Switching from Tomcat to Undertow reduces footprint:

<dependency>
  <groupId>org.springframework.boot</groupId>
  <artifactId>spring-boot-starter-web</artifactId>
  <exclusions>
    <exclusion>
      <groupId>org.springframework.boot</groupId>
      <artifactId>spring-boot-starter-tomcat</artifactId>
    </exclusion>
  </exclusions>
</dependency>
<dependency>
  <groupId>org.springframework.boot</groupId>
  <artifactId>spring-boot-starter-undertow</artifactId>
</dependency>

7. Layer‑Specific Optimizations

Controller Layer

Return lightweight DTOs and consider asynchronous servlets to avoid large JSON payloads that increase memory usage.

Service Layer

Keep services stateless, apply appropriate design patterns, and handle distributed transactions carefully; use flexible (BASE) transactions or compensation mechanisms when strict ACID is too costly.

DAO Layer

Leverage caching, avoid eager loading of large associations, and be mindful of sharding‑induced query overhead.

End

We reviewed common SpringBoot performance‑boosting strategies, introduced three profiling tools (Prometheus, flame graphs, SkyWalking), and outlined optimizations at HTTP, container, and code‑level layers.

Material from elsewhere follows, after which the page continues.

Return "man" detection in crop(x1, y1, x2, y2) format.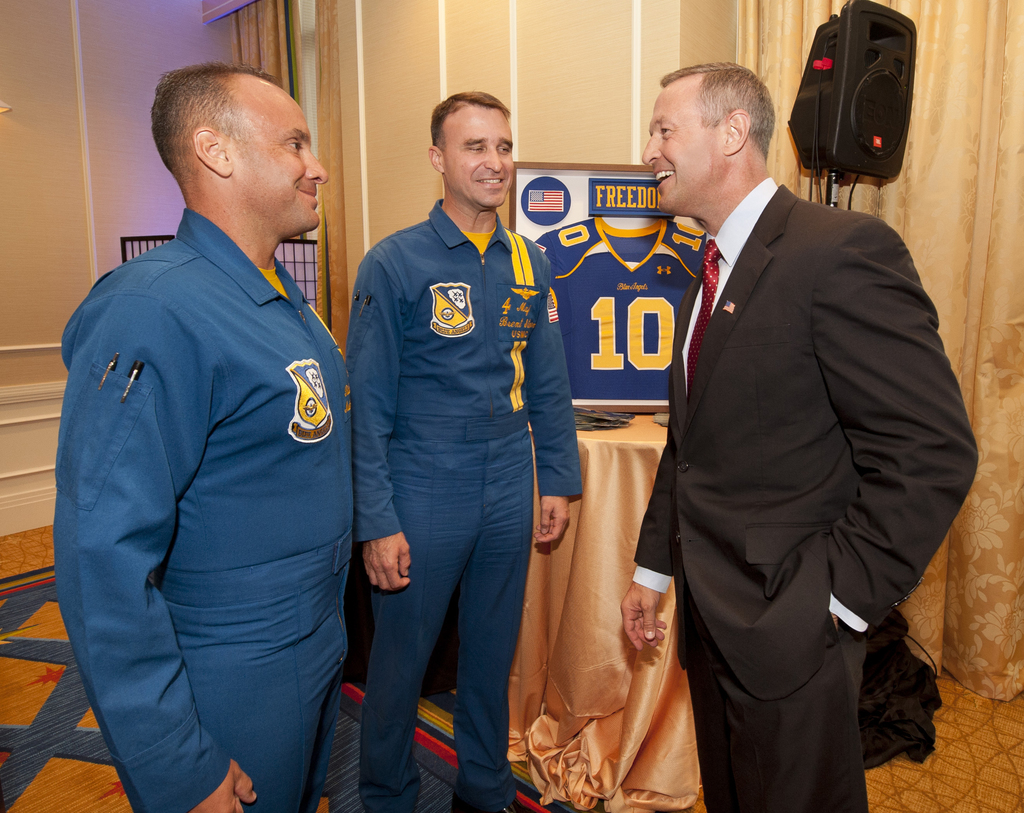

Applying these techniques can significantly improve latency and throughput for Java backend services.

backendJavaMonitoringPerformancespringboot
macrozheng
Written by

macrozheng

Dedicated to Java tech sharing and dissecting top open-source projects. Topics include Spring Boot, Spring Cloud, Docker, Kubernetes and more. Author’s GitHub project “mall” has 50K+ stars.